When Mt. Vesuvius erupted in the year 79, famously burying the town of Pompeii in ash, historian Pliny the Younger recorded that the volcano expelled “frightening dark clouds, rent by lightning twisted and hurled, opening to reveal huge figures of flame.” It was the first description of a phenomenon that, almost 2,000 years later, is the stuff of viral Internet photos: lightning that arcs its way through the ash plumes of some volcanic eruptions.
It’s a phenomenon that has, however, puzzled scientists, who have wondered exactly how such lightning is generated. Two new papers, published in Geophysical Research Letters, the journal of the American Geophysical Union (AGU), have helped provide clarity and, in the process, unify two competing schools of thought. (Yes, there are competing schools of thought on volcanic lightning.)
The basics of lightning are understood well enough: Particles within a cloud become electrified, generating a field in which positive and negative charges are separated, and the lightning restores the charges to balance. In thunderstorms, ice crystals are the particles that are electrified. What was unknown was whether ice was also required for volcanic lightning, or whether friction between particles of ash performed that role. The new studies show that both can be true, depending on the situation.
In one study, Alexa Van Eaton, a volcanologist at the U.S. Geological Survey Cascades Volcano Observatory in Vancouver, Wash., and colleagues analyzed lightning during the April 2015 eruption of the Calbuco volcano in Chile, using a global network of lightning sensors.
They found that, far downwind of the volcano, lightning followed the movements of the very top of the ash plume where it was cold enough for ice crystals to develop.
“The lightning basically decoupled from all the other ash particles that were falling to the ground,” said Van Eaton. “Instead, they seem to follow the ice crystals that stayed high in the atmosphere.”
So, mystery solved, right? Ice is after all required for volcanic lightning? Not so fast. Because Van Eaton and her team found that lightning also occurred during a second stage of the eruption, when ash and gas flowed close to the ground, far away from any ice crystals, suggesting that the collision of ash particles alone can create enough of a charge.
That latter finding was reinforced by the second study, in which a team led by Corrado Cimarelli, a volcanologist at Ludwig Maximilian University in Munich, Germany, recorded high-speed video observations of volcanic lightning at Sakurajima volcano on the island of Kyushu, Japan, which has been erupting persistently since 2009. Because ash plumes can obscure the lightning that is taking place within them, Cimarelli and his team also included data from nearby acoustic sensors and electromagnetic field measurements.
They found that during an explosion, particles of ash and debris rub up against each other, which creates a build-up of electrical charge. “Where there is ash violently ejected in the atmosphere, there will be electrical discharges, independent of the magnitude of the eruption,” said Cimarelli.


Exercise description:
In the data, extract each line that holds the string "from".

Data under study:
────

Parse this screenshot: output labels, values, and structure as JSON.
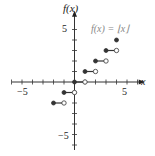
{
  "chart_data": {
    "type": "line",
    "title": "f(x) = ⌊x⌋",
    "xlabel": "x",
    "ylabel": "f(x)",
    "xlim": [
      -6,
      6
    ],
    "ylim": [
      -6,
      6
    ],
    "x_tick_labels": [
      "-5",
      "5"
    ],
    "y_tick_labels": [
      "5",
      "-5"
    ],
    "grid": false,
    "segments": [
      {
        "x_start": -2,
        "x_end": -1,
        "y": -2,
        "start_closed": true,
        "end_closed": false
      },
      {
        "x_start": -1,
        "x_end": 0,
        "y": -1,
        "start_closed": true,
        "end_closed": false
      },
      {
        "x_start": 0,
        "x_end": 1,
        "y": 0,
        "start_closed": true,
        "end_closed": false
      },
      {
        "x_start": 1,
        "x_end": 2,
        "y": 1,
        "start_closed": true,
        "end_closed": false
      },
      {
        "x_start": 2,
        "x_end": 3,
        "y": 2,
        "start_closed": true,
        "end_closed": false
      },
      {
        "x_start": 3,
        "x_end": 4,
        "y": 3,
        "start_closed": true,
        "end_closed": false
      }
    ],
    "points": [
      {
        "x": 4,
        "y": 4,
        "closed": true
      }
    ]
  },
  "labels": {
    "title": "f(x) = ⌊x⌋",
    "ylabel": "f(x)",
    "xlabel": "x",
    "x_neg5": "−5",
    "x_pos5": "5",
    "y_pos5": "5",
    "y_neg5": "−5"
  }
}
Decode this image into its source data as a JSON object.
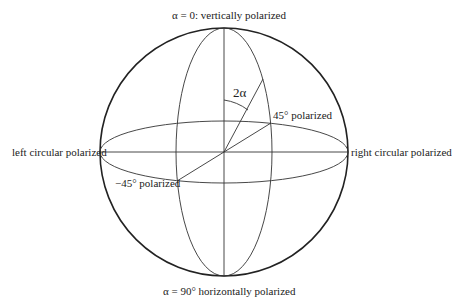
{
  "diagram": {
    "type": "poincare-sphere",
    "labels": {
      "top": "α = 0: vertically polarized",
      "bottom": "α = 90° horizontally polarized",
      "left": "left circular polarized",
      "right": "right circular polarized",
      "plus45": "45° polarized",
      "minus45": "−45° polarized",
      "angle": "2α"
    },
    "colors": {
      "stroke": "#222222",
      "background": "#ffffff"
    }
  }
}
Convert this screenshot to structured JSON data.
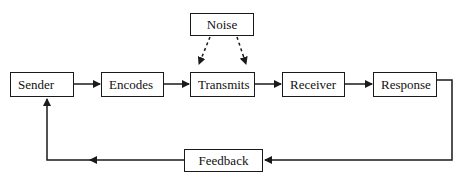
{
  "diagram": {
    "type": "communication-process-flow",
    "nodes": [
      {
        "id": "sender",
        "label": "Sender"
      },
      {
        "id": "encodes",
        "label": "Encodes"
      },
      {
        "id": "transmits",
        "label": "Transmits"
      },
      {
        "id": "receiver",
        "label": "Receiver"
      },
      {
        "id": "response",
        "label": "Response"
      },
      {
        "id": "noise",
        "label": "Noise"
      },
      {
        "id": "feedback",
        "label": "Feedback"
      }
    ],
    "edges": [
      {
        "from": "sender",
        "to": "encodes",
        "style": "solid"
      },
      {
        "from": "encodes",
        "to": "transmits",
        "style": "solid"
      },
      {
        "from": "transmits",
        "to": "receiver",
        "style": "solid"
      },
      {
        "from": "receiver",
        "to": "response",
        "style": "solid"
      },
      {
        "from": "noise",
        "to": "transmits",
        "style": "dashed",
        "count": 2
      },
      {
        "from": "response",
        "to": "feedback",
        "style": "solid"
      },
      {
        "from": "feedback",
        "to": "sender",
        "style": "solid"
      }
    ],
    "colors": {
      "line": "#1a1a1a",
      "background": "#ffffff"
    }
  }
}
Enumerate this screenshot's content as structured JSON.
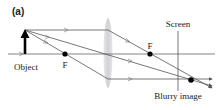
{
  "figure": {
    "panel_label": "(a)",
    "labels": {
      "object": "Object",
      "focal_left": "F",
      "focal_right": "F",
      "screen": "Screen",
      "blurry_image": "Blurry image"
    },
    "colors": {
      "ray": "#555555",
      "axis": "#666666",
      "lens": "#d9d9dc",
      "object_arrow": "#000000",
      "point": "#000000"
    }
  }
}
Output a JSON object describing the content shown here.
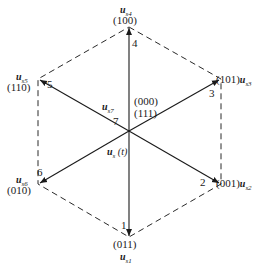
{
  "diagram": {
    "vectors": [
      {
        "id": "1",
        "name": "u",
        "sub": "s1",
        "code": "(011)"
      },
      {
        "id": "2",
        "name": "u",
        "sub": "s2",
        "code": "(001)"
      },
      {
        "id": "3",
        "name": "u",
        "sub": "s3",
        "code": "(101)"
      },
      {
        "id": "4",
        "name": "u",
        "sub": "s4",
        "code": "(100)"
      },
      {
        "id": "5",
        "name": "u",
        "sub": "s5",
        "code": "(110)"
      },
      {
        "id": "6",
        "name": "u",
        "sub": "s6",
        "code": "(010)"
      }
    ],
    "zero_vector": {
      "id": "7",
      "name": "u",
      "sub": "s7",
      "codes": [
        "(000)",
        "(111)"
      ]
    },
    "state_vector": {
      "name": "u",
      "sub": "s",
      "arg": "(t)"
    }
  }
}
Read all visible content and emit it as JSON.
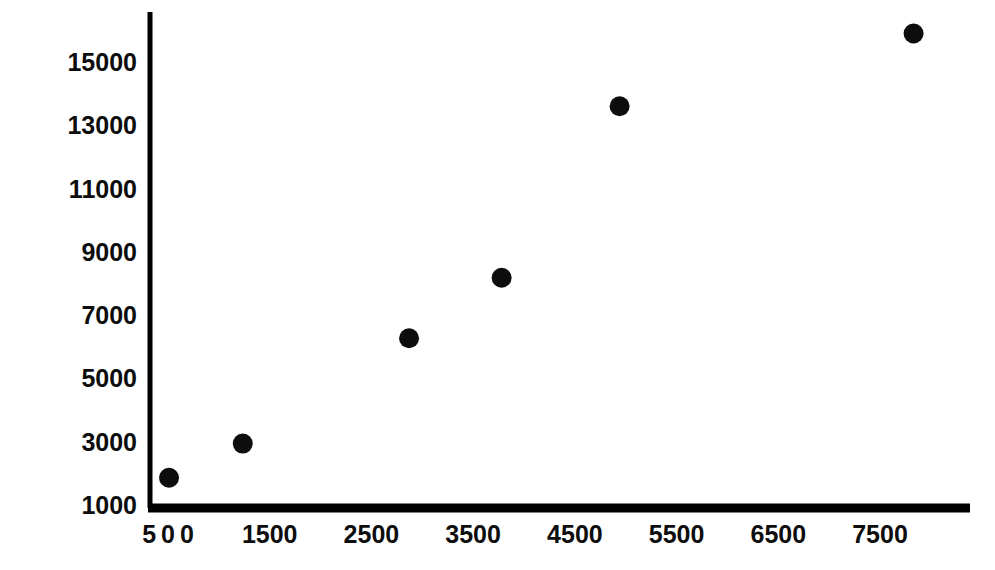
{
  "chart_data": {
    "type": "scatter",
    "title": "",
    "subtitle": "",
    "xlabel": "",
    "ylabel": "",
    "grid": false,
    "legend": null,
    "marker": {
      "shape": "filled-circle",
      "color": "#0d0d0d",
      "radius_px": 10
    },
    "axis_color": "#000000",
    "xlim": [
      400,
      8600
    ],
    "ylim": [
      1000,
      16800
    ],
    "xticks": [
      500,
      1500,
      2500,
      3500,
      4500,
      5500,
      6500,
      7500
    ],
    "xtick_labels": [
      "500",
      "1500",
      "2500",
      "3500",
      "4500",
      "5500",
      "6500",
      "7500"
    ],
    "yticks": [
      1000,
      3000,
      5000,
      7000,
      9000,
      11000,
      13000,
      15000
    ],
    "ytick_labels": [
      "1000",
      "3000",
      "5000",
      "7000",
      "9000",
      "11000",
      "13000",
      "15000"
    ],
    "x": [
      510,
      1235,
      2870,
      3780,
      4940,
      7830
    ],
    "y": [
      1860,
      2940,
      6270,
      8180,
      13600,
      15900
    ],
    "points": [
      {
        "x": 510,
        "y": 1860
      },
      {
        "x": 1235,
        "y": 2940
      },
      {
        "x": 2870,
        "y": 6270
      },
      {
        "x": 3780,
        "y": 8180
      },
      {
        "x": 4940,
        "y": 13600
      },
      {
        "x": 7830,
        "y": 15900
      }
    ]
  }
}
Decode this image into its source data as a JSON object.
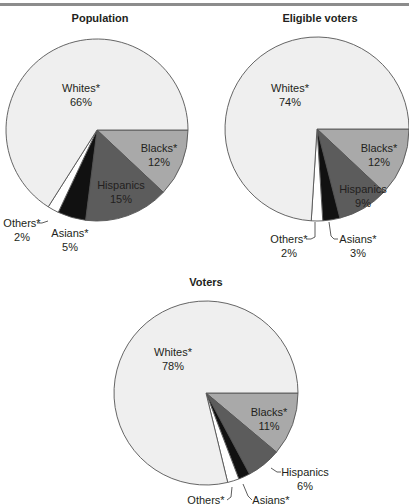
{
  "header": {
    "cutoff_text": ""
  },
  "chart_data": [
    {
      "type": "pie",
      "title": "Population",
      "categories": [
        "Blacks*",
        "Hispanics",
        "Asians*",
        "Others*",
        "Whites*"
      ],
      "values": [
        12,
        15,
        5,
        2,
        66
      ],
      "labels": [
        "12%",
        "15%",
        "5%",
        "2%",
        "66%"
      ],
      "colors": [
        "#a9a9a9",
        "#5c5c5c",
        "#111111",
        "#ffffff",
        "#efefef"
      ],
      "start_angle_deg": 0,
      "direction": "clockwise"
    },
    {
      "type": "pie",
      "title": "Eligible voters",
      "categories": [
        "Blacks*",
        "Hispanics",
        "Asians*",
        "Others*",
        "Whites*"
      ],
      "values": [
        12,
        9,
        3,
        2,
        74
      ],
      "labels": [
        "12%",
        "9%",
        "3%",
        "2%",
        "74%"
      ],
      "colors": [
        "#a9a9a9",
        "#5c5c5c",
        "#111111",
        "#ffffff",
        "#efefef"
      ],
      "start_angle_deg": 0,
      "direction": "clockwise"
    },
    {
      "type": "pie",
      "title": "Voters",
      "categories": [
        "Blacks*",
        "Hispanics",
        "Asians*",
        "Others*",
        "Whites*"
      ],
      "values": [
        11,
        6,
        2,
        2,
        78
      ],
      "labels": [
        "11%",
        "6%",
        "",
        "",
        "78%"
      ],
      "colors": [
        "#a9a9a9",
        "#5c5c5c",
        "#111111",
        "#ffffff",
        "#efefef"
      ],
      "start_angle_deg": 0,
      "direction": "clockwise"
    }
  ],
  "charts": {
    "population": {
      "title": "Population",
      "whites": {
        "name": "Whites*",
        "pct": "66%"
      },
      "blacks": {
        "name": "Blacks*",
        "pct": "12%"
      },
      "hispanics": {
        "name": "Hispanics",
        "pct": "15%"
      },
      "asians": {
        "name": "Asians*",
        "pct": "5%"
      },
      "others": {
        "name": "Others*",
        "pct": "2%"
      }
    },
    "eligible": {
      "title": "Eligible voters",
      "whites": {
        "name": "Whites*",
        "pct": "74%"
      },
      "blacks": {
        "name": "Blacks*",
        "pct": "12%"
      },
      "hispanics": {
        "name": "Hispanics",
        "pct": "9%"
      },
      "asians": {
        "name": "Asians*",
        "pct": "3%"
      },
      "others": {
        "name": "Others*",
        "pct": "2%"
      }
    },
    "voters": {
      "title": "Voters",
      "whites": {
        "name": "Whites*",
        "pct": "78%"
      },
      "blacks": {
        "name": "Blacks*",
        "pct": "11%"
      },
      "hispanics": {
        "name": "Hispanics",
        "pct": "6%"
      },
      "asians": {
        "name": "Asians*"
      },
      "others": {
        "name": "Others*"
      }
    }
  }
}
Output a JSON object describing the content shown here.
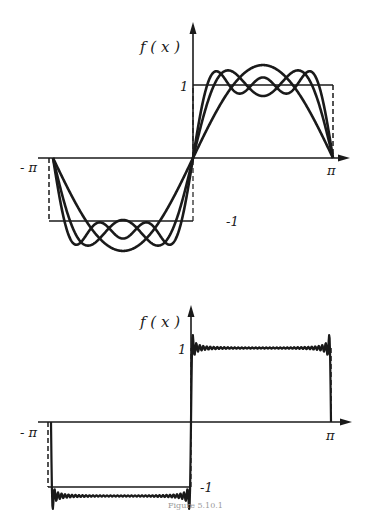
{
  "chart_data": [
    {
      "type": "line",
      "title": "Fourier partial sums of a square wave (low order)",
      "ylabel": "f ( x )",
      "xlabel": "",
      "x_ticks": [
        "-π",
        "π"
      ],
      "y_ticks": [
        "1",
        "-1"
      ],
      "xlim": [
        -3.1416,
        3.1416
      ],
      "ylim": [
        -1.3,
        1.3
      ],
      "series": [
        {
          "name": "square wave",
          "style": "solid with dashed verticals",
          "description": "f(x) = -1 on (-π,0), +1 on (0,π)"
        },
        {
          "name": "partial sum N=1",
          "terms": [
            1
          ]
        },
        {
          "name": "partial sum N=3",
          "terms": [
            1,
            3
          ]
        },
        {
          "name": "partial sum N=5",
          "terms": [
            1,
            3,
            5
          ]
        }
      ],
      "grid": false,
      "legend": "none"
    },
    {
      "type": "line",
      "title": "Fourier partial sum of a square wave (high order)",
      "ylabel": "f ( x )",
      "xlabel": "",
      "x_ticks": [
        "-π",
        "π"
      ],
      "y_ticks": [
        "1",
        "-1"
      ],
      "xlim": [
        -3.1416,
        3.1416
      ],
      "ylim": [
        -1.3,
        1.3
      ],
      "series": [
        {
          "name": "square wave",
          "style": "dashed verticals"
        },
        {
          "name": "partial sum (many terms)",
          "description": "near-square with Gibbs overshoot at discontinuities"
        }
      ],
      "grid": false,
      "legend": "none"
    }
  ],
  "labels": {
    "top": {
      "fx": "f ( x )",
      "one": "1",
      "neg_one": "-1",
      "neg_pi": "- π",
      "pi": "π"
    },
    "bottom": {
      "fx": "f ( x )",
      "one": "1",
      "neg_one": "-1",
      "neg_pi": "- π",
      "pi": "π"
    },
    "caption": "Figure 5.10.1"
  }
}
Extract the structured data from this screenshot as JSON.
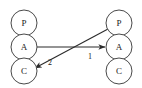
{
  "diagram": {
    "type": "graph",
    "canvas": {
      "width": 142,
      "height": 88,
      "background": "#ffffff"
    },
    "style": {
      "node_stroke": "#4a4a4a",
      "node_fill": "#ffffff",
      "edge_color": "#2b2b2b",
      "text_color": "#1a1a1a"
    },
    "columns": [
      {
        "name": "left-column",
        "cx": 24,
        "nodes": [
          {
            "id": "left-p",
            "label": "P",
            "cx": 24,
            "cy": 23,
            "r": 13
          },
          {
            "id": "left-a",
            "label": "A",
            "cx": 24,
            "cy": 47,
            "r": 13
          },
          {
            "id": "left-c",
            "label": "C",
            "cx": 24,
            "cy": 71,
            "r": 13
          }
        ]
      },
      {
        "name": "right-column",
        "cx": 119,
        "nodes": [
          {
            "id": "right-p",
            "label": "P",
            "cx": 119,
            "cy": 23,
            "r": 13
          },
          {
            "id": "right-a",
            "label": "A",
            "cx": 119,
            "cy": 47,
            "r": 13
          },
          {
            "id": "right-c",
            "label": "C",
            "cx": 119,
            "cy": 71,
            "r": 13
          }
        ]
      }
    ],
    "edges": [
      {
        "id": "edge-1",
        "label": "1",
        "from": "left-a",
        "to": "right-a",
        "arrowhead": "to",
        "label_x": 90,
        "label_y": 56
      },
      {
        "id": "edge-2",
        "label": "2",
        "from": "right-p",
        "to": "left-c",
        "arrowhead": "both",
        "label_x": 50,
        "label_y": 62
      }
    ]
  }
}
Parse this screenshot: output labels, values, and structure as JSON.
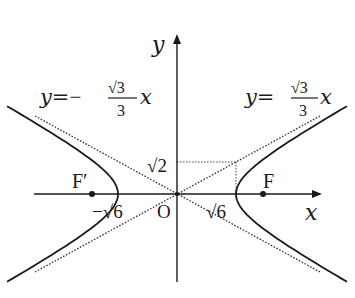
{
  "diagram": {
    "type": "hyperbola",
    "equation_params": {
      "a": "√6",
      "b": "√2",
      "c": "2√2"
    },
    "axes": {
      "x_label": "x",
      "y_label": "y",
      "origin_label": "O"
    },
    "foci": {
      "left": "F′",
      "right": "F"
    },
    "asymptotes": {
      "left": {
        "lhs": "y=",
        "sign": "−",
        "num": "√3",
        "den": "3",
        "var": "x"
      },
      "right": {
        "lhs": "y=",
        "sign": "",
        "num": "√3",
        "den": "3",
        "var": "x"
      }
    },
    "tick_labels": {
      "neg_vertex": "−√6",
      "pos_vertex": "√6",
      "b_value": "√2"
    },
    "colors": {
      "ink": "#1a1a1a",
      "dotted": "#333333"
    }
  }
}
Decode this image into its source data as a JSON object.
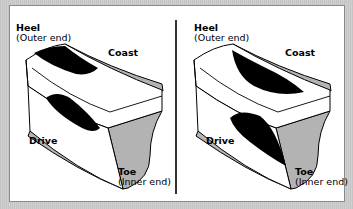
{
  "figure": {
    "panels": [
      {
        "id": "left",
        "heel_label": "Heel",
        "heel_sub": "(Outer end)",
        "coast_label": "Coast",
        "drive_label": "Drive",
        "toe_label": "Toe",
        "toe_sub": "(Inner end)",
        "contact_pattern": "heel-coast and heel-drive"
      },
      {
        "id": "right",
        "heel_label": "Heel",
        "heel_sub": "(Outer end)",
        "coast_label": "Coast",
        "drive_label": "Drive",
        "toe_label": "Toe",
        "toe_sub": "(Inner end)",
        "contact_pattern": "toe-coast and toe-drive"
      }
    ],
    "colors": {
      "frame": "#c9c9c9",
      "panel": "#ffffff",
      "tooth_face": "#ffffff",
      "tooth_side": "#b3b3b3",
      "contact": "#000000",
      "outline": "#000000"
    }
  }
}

────

Solution for this task:
        "from": "sender",
        "from": "encodes",
        "from": "transmits",
        "from": "receiver",
        "from": "noise",
        "from": "response",
        "from": "feedback",
Extract the structured data from this screenshot as JSON.
        "from": "left-a",
        "from": "right-p",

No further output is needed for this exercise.